The Actor With Everyone’s Favorite Voice Is Releasing a Collaborative Album Honoring 100 Years of Blues
· Vice
Legendary actor Morgan Freeman has accomplished much in his 89 years. Political and environmental activism, his acting legacy, and that commanding yet reassuring speaking voice settle in alongside a dedication to preserving the musical traditions of the Mississippi Delta.
Visit extonnews.click for more information.
This dedication led Morgan Freeman, with Eric Meier and Howard Stovall, to put together an immersive, symphonic, traveling blues performance. Morgan Freeman’s Symphonic Blues Experience brings the blues to concert halls. That love and respect for the genre and its traditions is now being released as a collaborative album.
Comprised of 12 tracks, Morgan Freeman’s Symphonic Blues Experience, the album, is a celebration of 100 years of blues. Freeman collaborated with many iconic blues and soul artists on the project, covering established classics. Additionally, many of those artists have permanent places in the Symphonic Blues Experience live band. The first single dropped on June 19. It features Freeman and Taj Mahal covering Son House’s 1965 Delta blues classic “Death Letter Blues”.
Morgan Freeman Celebrates the Blues with Collaborative Cover Album
In a statement via Rolling Stone, Morgan Freeman shared his influences for the album. “I heard the blues for the first time on my grandmother’s porch in the Mississippi Delta, and it has never left me,” he said.
Freeman’s childhood was allegedly spread over several cities, but each had its own distinct blues sound. From Memphis to the Mississippi Delta blues, to the surprisingly prosperous blues of Indiana, and finally to Chicago. It comes as no surprise, then, that Freeman’s first album is a blues record.

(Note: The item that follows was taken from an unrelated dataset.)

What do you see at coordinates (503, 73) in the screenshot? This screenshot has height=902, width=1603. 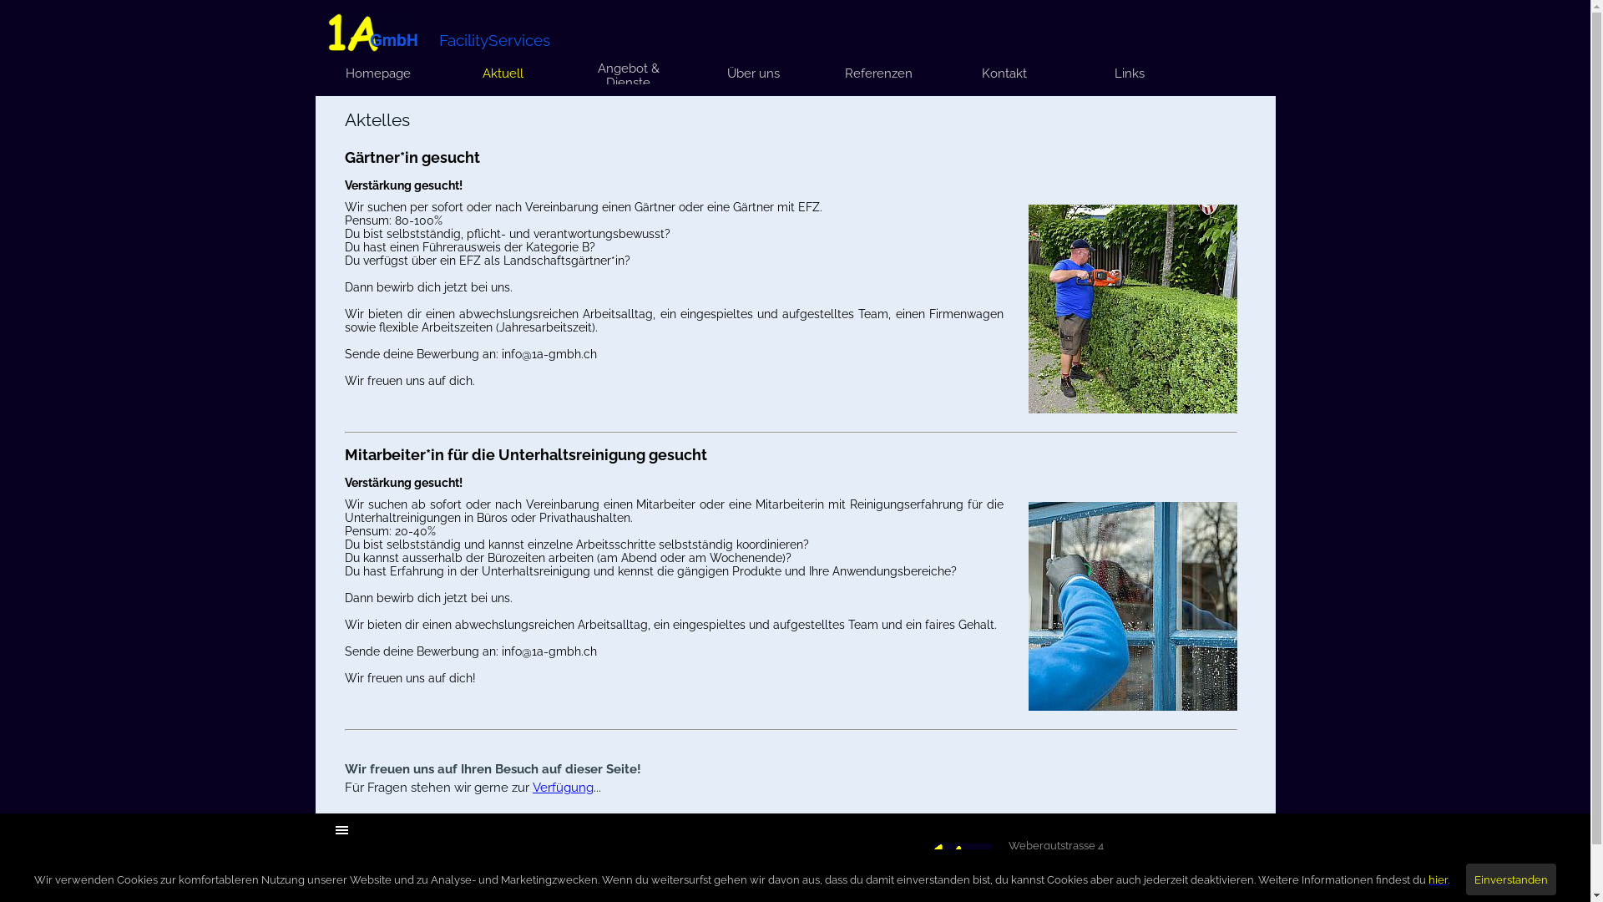 I see `Aktuell` at bounding box center [503, 73].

“Having Taj Mahal kick off this album with a cover of Son House’s classic ‘Death Letter Blues’ strikes the perfect tone for the introduction of this album,” Freeman continued. Notably, this first single dropped on Juneteenth, which Freeman said was deliberate.
“Releasing this on Juneteenth is not just symbolic—it is the truth of where this music comes from and who made it. I hope people listen and remember,” he said.
“This music was born from the same history that Juneteenth commemorates,” said producer Eric Meir in his own statement. “‘Death Letter Blues’ is one of the rawest, most honest pieces in the American songbook, and hearing Taj Mahal inhabit it with a full symphony behind him … is something that is groundbreaking and unique. We’re incredibly proud to introduce our album with this track.”
The album also features performances from Keb’ Mo’, Shemekia Copeland, Anthony Big A Sherrod, Lady Adrena, Keith Johnson, and more. Renditions include Blind Willie Johnson’s “Dark Was the Night, Cold Was the Ground”, Robert Johnson’s “Crossroads”, Roy Hawkins’ “The Thrill is Gone”, and a cover of “I Lied to You” from the 2025 film Sinners.
The post The Actor With Everyone’s Favorite Voice Is Releasing a Collaborative Album Honoring 100 Years of Blues appeared first on VICE.